The technical boards of aircraft accident investigation in the United States of America & France /

Lamy, Christophe A. January 2000 (has links)
No description available.
77

Eine Palestrina-Ausgabe des Jahres 1809 – Versuch einer Annäherung

Beer, Axel 11 August 2023 (has links)
No description available.
78

A New Birth of Freedom in the Southern Mountains: Emancipation in East Tennessee and Western North Carolina

Nash, Steven E. 11 April 2013 (has links)
Lecture Series on Abraham Lincoln at the Reece Museum
79

Agents of Change: The Freedmen’s Bureau in Western North Carolina

Nash, Steven E. 22 May 2012 (has links)
This presentation explores the role the Bureau of Refugees, Freedmen, and Abandoned Lands (commonly referred to as the Freedmen’s Bureau) played in western North Carolina’s reconstruction. It may seem ironic that an agency tasked with aiding the adjustment from slavery to free labor was in the southern mountains, but the irony dissipates in light of the evidence. The Conservative Party’s resumption of local control in 1865 led white Unionists to embrace the Republican Party and black political cooperation two years later, a move that would have been impossible without the Freedmen’s Bureau. Its agents represented the most tangible source of federal power in the mountain counties, and as such helped build relationships between black and white mountaineers that allowed the Republicans to sweep the pivotal local and state elections of 1868.
80

The selection and preparation of white officers for the command of black troops in the American Civil War: A study of the 41st and 100th U.S. Colored Infantry

Renard, Paul D. 09 March 2006 (has links)
American Civil War officer preparation activities were rooted in the broader practices of antebellum military education as applied at West Point, other military academies, and the state militia system. The arrival of black troops in the Union Army led to a radical, if temporary, transformation in the Army's process for the selection and preparation of officers—but only for the white officers who served with black regiments.
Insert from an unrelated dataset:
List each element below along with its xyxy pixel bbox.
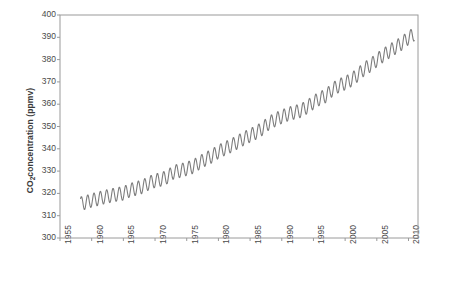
co2-concentration-chart: CO2 concentration (ppmv) 300310320330340… bbox=[0, 0, 453, 281]
co2-data-line bbox=[81, 29, 415, 209]
axis-frame bbox=[60, 15, 418, 238]
plot-area bbox=[0, 0, 453, 281]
Overtly political or casual processes of the early Civil War were replaced in many cases by formal examinations and the centralized review of results, operating in parallel with more traditional political patronage systems of appointment. This study uses the experiences of officers from several black infantry regiments, and particularly the 41st U.S. Colored Infantry from the East and the 100th U.S.C.I. from the West, to illustrate how leaders for black units were chosen, prepared, examined, commissioned, and continued their military education. It focuses on the experiences of the officers, along with the contextual environments of antebellum education, slavery, racism, tactics, and bureaucracy in which they served. / Ph. D.